The challenges ahead
The EPA’s intervention, spurred by local activists like Kelley, has a made a difference in the city. The regulatory agency told America Tonight that preliminary data from last year indicated air quality in Port Arthur now meets its standards.
Kelley said he’s hopeful about the future, but there’s also a long way to go. He argues that stronger measures need to taken in a community that sits in the shadows of one of the world’s largest oil refinery complexes. And he sees one more big challenge the city's residents face.
If the Keystone XL pipeline, which would carry 830,000 barrels of oil a day from Canada to the Gulf Coast, is approved, oil from tar sands in Canada will be transported to Port Arthur to be refined.
"We don't want what's coming out of that pipeline to be processed here," Kelley said. "There would be a serious increase in the dangerous emissions that's going to be coming out of this stack. And we do not need addition, new emissions in this, in this community. We need emissions to be reduced. Not increased."

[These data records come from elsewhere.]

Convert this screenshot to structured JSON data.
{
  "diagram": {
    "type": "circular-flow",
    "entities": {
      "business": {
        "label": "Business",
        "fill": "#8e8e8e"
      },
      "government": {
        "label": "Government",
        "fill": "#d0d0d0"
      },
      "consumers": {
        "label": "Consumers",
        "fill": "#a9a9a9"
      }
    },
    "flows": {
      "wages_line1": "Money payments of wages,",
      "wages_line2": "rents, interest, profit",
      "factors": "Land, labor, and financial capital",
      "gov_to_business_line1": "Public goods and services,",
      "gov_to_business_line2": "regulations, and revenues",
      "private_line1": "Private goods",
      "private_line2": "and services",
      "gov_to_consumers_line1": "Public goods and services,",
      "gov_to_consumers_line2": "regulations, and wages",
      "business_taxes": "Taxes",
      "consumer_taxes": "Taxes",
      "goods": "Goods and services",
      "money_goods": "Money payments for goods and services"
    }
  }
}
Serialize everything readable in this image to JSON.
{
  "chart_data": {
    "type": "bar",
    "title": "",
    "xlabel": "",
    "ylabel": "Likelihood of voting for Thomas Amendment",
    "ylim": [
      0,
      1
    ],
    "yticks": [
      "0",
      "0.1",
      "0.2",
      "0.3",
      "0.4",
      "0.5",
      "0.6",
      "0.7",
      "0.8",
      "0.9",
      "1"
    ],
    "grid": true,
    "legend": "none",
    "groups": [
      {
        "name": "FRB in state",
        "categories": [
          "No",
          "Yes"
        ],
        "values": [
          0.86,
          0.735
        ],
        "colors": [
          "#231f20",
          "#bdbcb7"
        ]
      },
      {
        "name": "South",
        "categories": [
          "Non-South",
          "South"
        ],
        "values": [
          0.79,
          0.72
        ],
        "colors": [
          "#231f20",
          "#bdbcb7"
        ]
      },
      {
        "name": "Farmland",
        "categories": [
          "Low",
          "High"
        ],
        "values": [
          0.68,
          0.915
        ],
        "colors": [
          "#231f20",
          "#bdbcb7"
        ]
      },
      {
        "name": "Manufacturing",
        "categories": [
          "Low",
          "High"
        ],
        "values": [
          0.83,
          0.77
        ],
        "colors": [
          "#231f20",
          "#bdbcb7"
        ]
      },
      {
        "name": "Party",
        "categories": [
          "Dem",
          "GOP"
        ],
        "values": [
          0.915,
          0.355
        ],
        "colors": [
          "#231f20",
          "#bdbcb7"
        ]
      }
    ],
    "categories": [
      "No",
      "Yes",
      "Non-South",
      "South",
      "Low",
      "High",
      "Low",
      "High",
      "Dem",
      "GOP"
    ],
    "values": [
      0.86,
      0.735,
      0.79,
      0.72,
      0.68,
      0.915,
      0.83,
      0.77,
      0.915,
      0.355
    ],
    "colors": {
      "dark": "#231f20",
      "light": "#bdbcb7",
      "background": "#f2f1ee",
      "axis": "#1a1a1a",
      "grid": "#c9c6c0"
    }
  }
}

So far, only the Valero refinery has indicated they will take in tar sands oil. But a company representative told America Tonight that refining the viscous form of petroleum would not result in increased emissions.
Regardless of the outcome of the proposed pipeline, Kelley and many of his fellow residents agree their community needs more help.
"We are more than numbers, we're more than just statistics, we are living, breathing, human beings, that need a better quality of life," he said.
And he plans on staying to help fight for that better life.
"I say to a person who would tell me to move, when do we stop moving?” Kelley said. “When do we stop and turn and fight?"